I. Series II. Cantor, David, 1957 III. Bonah, Christian. IV. Dorries, Matthias.
64l.36-dc22
ISBN-13: 978-1-84893-103-9 (hbk)
Typeset by Pickering & Chatto (Publishers) Limited
Rima D. Apple is Professor Emerita at the University of Wisconsin-Madison. She has published extensively in womens history, the history of medicine, and the history of nutrition. Among her books are Perfect Motherhood: Science and Childrearing in America (New Brunswick, NJ: Rutgers University Press, 2006) and Vitamania: Vitamins in American Culture (New Brunswick, NJ: Rutgers University Press, 1996) which received the Kremers Award, 1998, from the American Institute of the History of Pharmacy.

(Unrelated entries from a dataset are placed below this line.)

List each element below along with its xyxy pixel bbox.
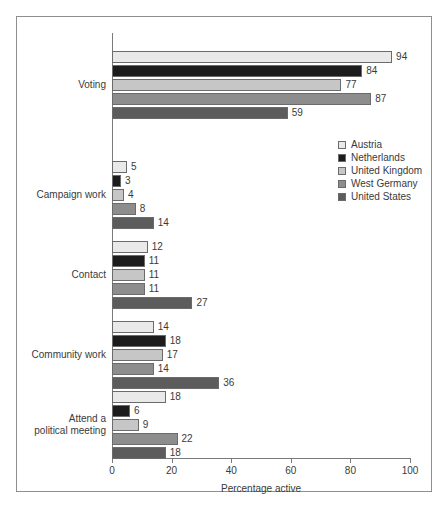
x-tick-mark [231,458,232,463]
bar[interactable] [112,419,139,431]
x-tick-mark [410,458,411,463]
bar[interactable] [112,405,130,417]
bar[interactable] [112,321,154,333]
bar[interactable] [112,363,154,375]
legend-swatch-icon [338,154,346,162]
bar-value-label: 77 [345,79,356,91]
bar[interactable] [112,175,121,187]
legend-swatch-icon [338,141,346,149]
bar[interactable] [112,255,145,267]
bar[interactable] [112,335,166,347]
bar-value-label: 14 [158,321,169,333]
x-tick-label: 0 [109,465,115,476]
bar-value-label: 18 [170,391,181,403]
category-label: Contact [11,269,106,281]
category-label: Voting [11,79,106,91]
bar[interactable] [112,189,124,201]
bar-value-label: 9 [143,419,149,431]
bar[interactable] [112,161,127,173]
bar-value-label: 4 [128,189,134,201]
bar[interactable] [112,241,148,253]
legend-swatch-icon [338,180,346,188]
x-tick-label: 60 [285,465,296,476]
bar-value-label: 11 [149,255,159,267]
bar-value-label: 84 [366,65,377,77]
legend-label: West Germany [351,177,418,190]
chart-frame: 020406080100 Voting9484778759Campaign wo… [16,16,432,492]
plot-area: 020406080100 Voting9484778759Campaign wo… [112,33,410,458]
bar[interactable] [112,93,371,105]
legend-label: Austria [351,138,382,151]
legend-item[interactable]: Austria [338,138,422,151]
x-tick-label: 80 [345,465,356,476]
legend-swatch-icon [338,167,346,175]
bar-value-label: 5 [131,161,137,173]
bar[interactable] [112,391,166,403]
bar-value-label: 18 [170,335,181,347]
bar[interactable] [112,79,341,91]
x-tick-mark [350,458,351,463]
bar-value-label: 8 [140,203,146,215]
bar[interactable] [112,447,166,459]
bar-value-label: 36 [223,377,234,389]
bar-value-label: 59 [292,107,303,119]
bar[interactable] [112,349,163,361]
category-label: Community work [11,349,106,361]
bar-value-label: 11 [149,283,159,295]
category-label: Campaign work [11,189,106,201]
bar[interactable] [112,269,145,281]
legend-swatch-icon [338,193,346,201]
bar-value-label: 14 [158,217,169,229]
legend-item[interactable]: United States [338,190,422,203]
legend-item[interactable]: United Kingdom [338,164,422,177]
x-axis-title: Percentage active [112,483,410,494]
legend-label: Netherlands [351,151,405,164]
x-tick-mark [291,458,292,463]
bar-value-label: 17 [167,349,178,361]
bar[interactable] [112,65,362,77]
bar[interactable] [112,283,145,295]
bar-value-label: 3 [125,175,131,187]
bar-value-label: 6 [134,405,140,417]
x-tick-label: 40 [226,465,237,476]
bar[interactable] [112,217,154,229]
bar[interactable] [112,433,178,445]
bar-value-label: 22 [182,433,193,445]
bar-value-label: 12 [152,241,163,253]
bar[interactable] [112,51,392,63]
bar-value-label: 87 [375,93,386,105]
legend-item[interactable]: West Germany [338,177,422,190]
x-tick-label: 100 [402,465,419,476]
bar-value-label: 27 [196,297,207,309]
bar[interactable] [112,107,288,119]
bar-value-label: 11 [149,269,159,281]
bar-value-label: 94 [396,51,407,63]
bar[interactable] [112,377,219,389]
legend-label: United Kingdom [351,164,422,177]
x-tick-label: 20 [166,465,177,476]
bar[interactable] [112,297,192,309]
legend-label: United States [351,190,411,203]
bar-value-label: 14 [158,363,169,375]
bar[interactable] [112,203,136,215]
bar-value-label: 18 [170,447,181,459]
legend-item[interactable]: Netherlands [338,151,422,164]
chart-legend: AustriaNetherlandsUnited KingdomWest Ger… [338,138,422,203]
category-label: Attend a political meeting [11,413,106,437]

Christian Bonah is Professor for the History of Medical and Health Sciences at the University of Strasbourg and holds at present a research professorship at the Institut Universitaire de France (IUF). He has worked on comparative history of medical education, the history of medicaments and vaccines, and the history of human experimentation. Recent work includes research on risk perception and management in drug scandals and courtroom trials as well as studies on medical film. Recent publications include: Lexprimentation humaine. Discours et pratiques en France, 19001940 (Paris: Les Belles Lettres, 2007); Packaging BCG: Standardizing an Anti-Tuberculosis Vaccine in Interwar Europe, Science in Context, 21:2 (2008), pp. 279310. He has co-edited volumes on Harmonizing 20th Century drugs: Standards in pharmaceutical history (Paris: Glyphe, 2009); Histoire et mdicament au XIXe et XXe sicle (Paris: Glyphe, 2005) and Nazisme, science et mdecine (Paris: Glyphe, 2006).

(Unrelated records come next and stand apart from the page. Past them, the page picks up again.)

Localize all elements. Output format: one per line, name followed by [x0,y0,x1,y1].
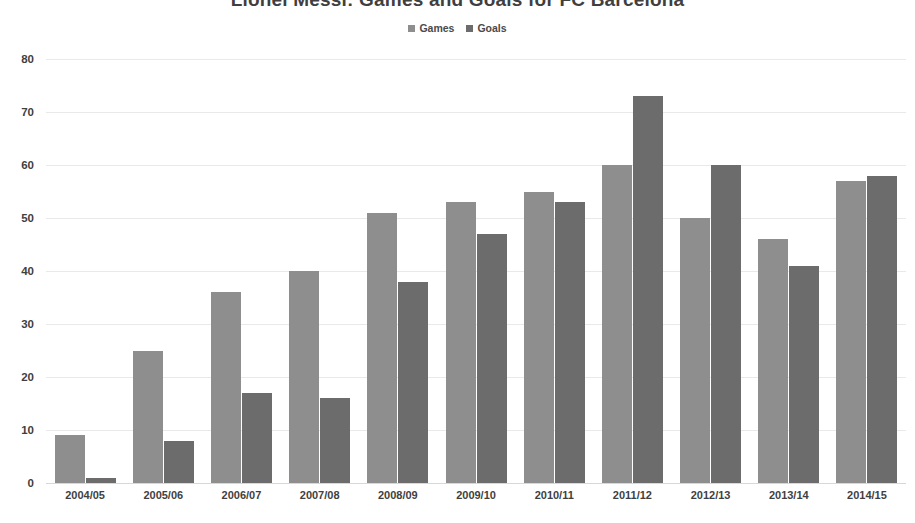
bar-group [672,59,750,483]
y-axis-tick-label: 60 [21,159,34,171]
bar-goals-2007-08[interactable] [320,398,350,483]
x-axis-label: 2004/05 [46,489,124,501]
bar-games-2005-06[interactable] [133,351,163,484]
bar-games-2013-14[interactable] [758,239,788,483]
bar-games-2007-08[interactable] [289,271,319,483]
chart-title: Lionel Messi: Games and Goals for FC Bar… [0,0,915,11]
x-axis-label: 2008/09 [359,489,437,501]
bar-group [593,59,671,483]
x-axis-label: 2007/08 [281,489,359,501]
bar-group [828,59,906,483]
bar-groups [46,59,906,483]
legend-item-goals[interactable]: Goals [466,22,506,34]
bar-games-2011-12[interactable] [602,165,632,483]
x-axis-label: 2014/15 [828,489,906,501]
bar-goals-2012-13[interactable] [711,165,741,483]
x-axis-label: 2010/11 [515,489,593,501]
legend-item-games[interactable]: Games [408,22,454,34]
bar-group [437,59,515,483]
bar-goals-2011-12[interactable] [633,96,663,483]
y-axis-tick-label: 30 [21,318,34,330]
chart-legend: Games Goals [0,22,915,34]
legend-label-goals: Goals [477,22,506,34]
x-axis-labels: 2004/052005/062006/072007/082008/092009/… [46,489,906,501]
bar-goals-2013-14[interactable] [789,266,819,483]
y-axis-tick-label: 10 [21,424,34,436]
bar-games-2014-15[interactable] [836,181,866,483]
y-axis-tick-label: 50 [21,212,34,224]
legend-swatch-games [408,25,415,32]
bar-goals-2010-11[interactable] [555,202,585,483]
bar-games-2006-07[interactable] [211,292,241,483]
bar-group [515,59,593,483]
bar-games-2004-05[interactable] [55,435,85,483]
x-axis-label: 2012/13 [672,489,750,501]
bar-games-2008-09[interactable] [367,213,397,483]
y-axis-tick-label: 70 [21,106,34,118]
bar-group [281,59,359,483]
bar-chart: Lionel Messi: Games and Goals for FC Bar… [0,0,915,523]
y-axis-tick-label: 0 [28,477,34,489]
bar-games-2009-10[interactable] [446,202,476,483]
bar-goals-2004-05[interactable] [86,478,116,483]
bar-group [202,59,280,483]
bar-group [359,59,437,483]
x-axis-label: 2013/14 [750,489,828,501]
x-axis-label: 2011/12 [593,489,671,501]
y-axis-tick-label: 20 [21,371,34,383]
plot-area: 80706050403020100 [46,59,906,483]
legend-label-games: Games [419,22,454,34]
bar-group [46,59,124,483]
bar-goals-2008-09[interactable] [398,282,428,483]
bar-group [750,59,828,483]
bar-games-2010-11[interactable] [524,192,554,484]
bar-goals-2006-07[interactable] [242,393,272,483]
bar-goals-2005-06[interactable] [164,441,194,483]
y-axis-tick-label: 80 [21,53,34,65]
x-axis-label: 2009/10 [437,489,515,501]
bar-games-2012-13[interactable] [680,218,710,483]
legend-swatch-goals [466,25,473,32]
y-axis-tick-label: 40 [21,265,34,277]
bar-goals-2009-10[interactable] [477,234,507,483]
bar-group [124,59,202,483]
x-axis-label: 2005/06 [124,489,202,501]
x-axis-label: 2006/07 [202,489,280,501]
bar-goals-2014-15[interactable] [867,176,897,483]
gridline: 0 [46,483,906,484]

Michael Broadway is Professor of Geography and Interim Dean of Arts & Sciences at Northern Michigan University where he teaches a course on Food and Society. His research expertise focuses on the meatpacking industrys community impacts. He has studied small towns with packing plants across the Great Plains and Prairies and published over thirty articles and book chapters on the topic. In 2006 he was a visiting Fulbright Research Chair in the Department of Rural Economy at the University of Alberta where he studied the impact of the provinces outbreak of mad cow disease on a rural community. He is a co-author with Donald Stull of Slaughterhouse Blues: The Meat and Poultry Industry in North America (2004 Wadsworth).
David Cantor is Deputy Director of the Office of History, National Institutes of Health, Bethesda, Maryland. His scholarly work focuses on the twentieth-century history of medicine, most recently the histories of cancer and medical film. He is the editor of Reinventing Hippocrates (Aldershot: Ashgate, 2002) and Cancer in the Twentieth Century (Baltimore, MD: Johns Hopkins University Press, 2008), and series editor (edited collections) of the series in which this book appears: Studies for the Society of the Social History of Medicine published by Pickering and Chatto.

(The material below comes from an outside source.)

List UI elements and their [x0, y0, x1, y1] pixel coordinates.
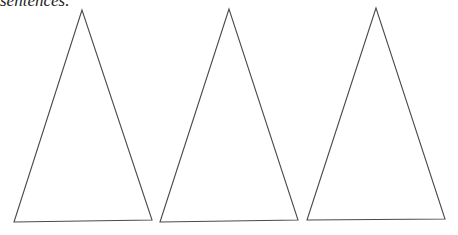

Matthias Drries is Professor for History of science at the University of Strasbourg, France. His research and interests focus on the geophysical sciences and most recently climate change with an interest in linking these issues with health, medicine and the health sciences at large. His most recent research includes articles on the history of volcanism and climate change, and the nuclear winter theory
Jean-Paul Gaudillire is a senior researcher at Le Centre de Recherche Mdicale et Sanitaire and lInstitut National de la Sant et de la Recherche Mdicale (CERMES-INSERM) in Paris. His work addresses many aspects of the history and sociology of the biomedical sciences during the twentieth century, particularly molecular biology and medicaments. His present research focuses on the history of biologicals as drugs, ways of regulating medicaments, and pharmaceutical innovation between the North and the South. Amongst others, he has edited, Drug Trajectories, a special issue of Studies in the History and Philosophy of the Biological and Biomedical Sciences, 36:4 (2005) and How Pharmaceuticals Became Patentable in the Twentieth Century, a special issue of History and Technology, 24:2 (2008); he has co-edited, with Volker Hess, Ways of Regulating: Therapeutic Agents Between Plants, Shops and Consulting Rooms (Max-Planck Institut fr Wissenschaftgeschichte, Preprint Series, 363, 2009) and is the author of Inventer la biomdecine. La France, Amrique et la production des savoirs du vivant (19451965)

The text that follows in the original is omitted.